Oh No - Reform Are Here! Debunking their Local Greenwich Proposals
It seems Reform are starting to get organised locally. A few days ago, these dropped through my door!
They are pretty glossy, high quality cards that must have cost quite a lot to print and deliver to every house, so clearly Reform have money available. And them being active is not good news for anyone of a progressive mindset, although I suspect Greenwich is not likely to be particularly fertile territory for Reform – the population here is fairly cosmopolitian, liberal-minded, typical-inner-London. But the leaflets do give a sense of what Reform are thinking in terms of their local message. And unsurprisingly, that message doesn’t look very sensible. To judge from the leaflets, besides being the anti-immigration party, Reform also plan to be London’s motorists’ lobby party (as if London isn’t already choking under too many cars and too much pollution).
So let’s go through their pledges and see what’s wrong with it all.
- Scrap Net Zero to slash energy bills. Shame that Net Zero has almost nothing to do with why energy bills are so high (energy prices are high because of lack of investment in renewables combined with, we don’t want to buy Russian energy while Russia is in the middle of invading one of our European neighbours).
- Unlock public owned land to deliver new affordable housing.
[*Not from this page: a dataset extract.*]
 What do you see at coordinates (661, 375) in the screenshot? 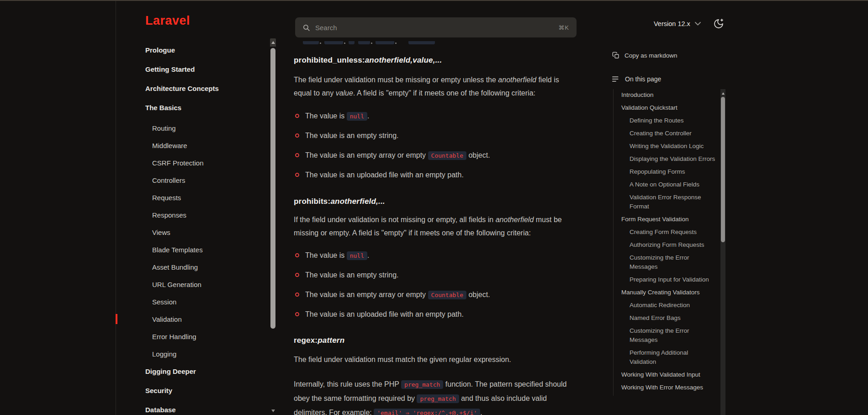
I see `toc-item-working-with-validated-input: Working With Validated Input` at bounding box center [661, 375].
The only publicly owned land they could do that on is, our local parks. We need more housing, but do people really want to lose all their green spaces?
- Reverse the expansion of ULEZ. How is that going to help anyone? The vast majority of motorists living in London affected by ULEZ will have already swapped to ULEZ-compliant cars, so scrapping ULEZ now won’t do them any good at all. Besides, ULEZ was introduced because pollution kills people, and there’s an urgent need to reduce it. Personally I don’t think ULEZ was done in the right way, but we needed something to deter polluting cars in London. Just scrapping ULEZ now will mean everyone in London will be forced to breathe more polluted air, harming everyone’s health.
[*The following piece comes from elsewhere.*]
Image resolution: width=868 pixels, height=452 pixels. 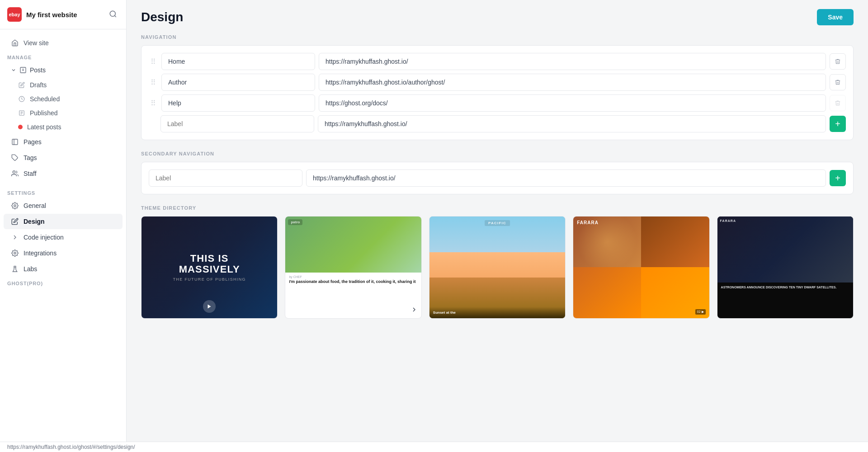 What do you see at coordinates (23, 70) in the screenshot?
I see `posts-icon` at bounding box center [23, 70].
- Introduce free short stay high street parking. Sounds tempting if you don’t think it through. Reality: It will lead to more cars on London’s streets, slowing down journeys for everyone (car drivers and bus passengers alike). Besides, how many town centres in London actually have room to provide free parking?
- Cut NHS waiting lists down to zero. That’s like saying, bring about Utopia tomorrow. Of course, reducing NHS waiting lists should be a priority (but getting them exactly to zero is impossibility). But Reform are offering no credible way to do that. That pledge is just an empty slogan.
- Freeze non-essential immigration. I’m all (perhaps unusually for a LibDem) for lowering immigration– provided it can be lowered in a way that’s fair to people. But freezing it as quite another matter. Does that mean, say, that people will be prevented from seeing their wives and husbands (if foreign?). Will our Universities be prevented from educating foreign students? This sounds like another wild claim from Reform that just hasn’t been thought through.
- Cut VAT and corporation tax. And what is going to be cut to pay for that? I can see the logic of reversing Labour’s national insurance increase because that was inflationary and damaging to businesses – but if you can’t find a way to recoup the lost revenues, you’re in economic Lala-land. Which seems to be exactly where Reform are.
No, London definitely doesn’t need Reform. But this is a Liberal blog – I’m sure I’m preaching to the converted there. The challenge is going to be to find an effective way to counter them. We can argue about what the best strategy for that is, but one thing I’m pretty certain of: We can’t counter Reform unless we’re out there campaigning – and that means we really need to rebuild the local LibDem parties in all the areas where we don’t have MPs, and not just focus on the few areas where we do.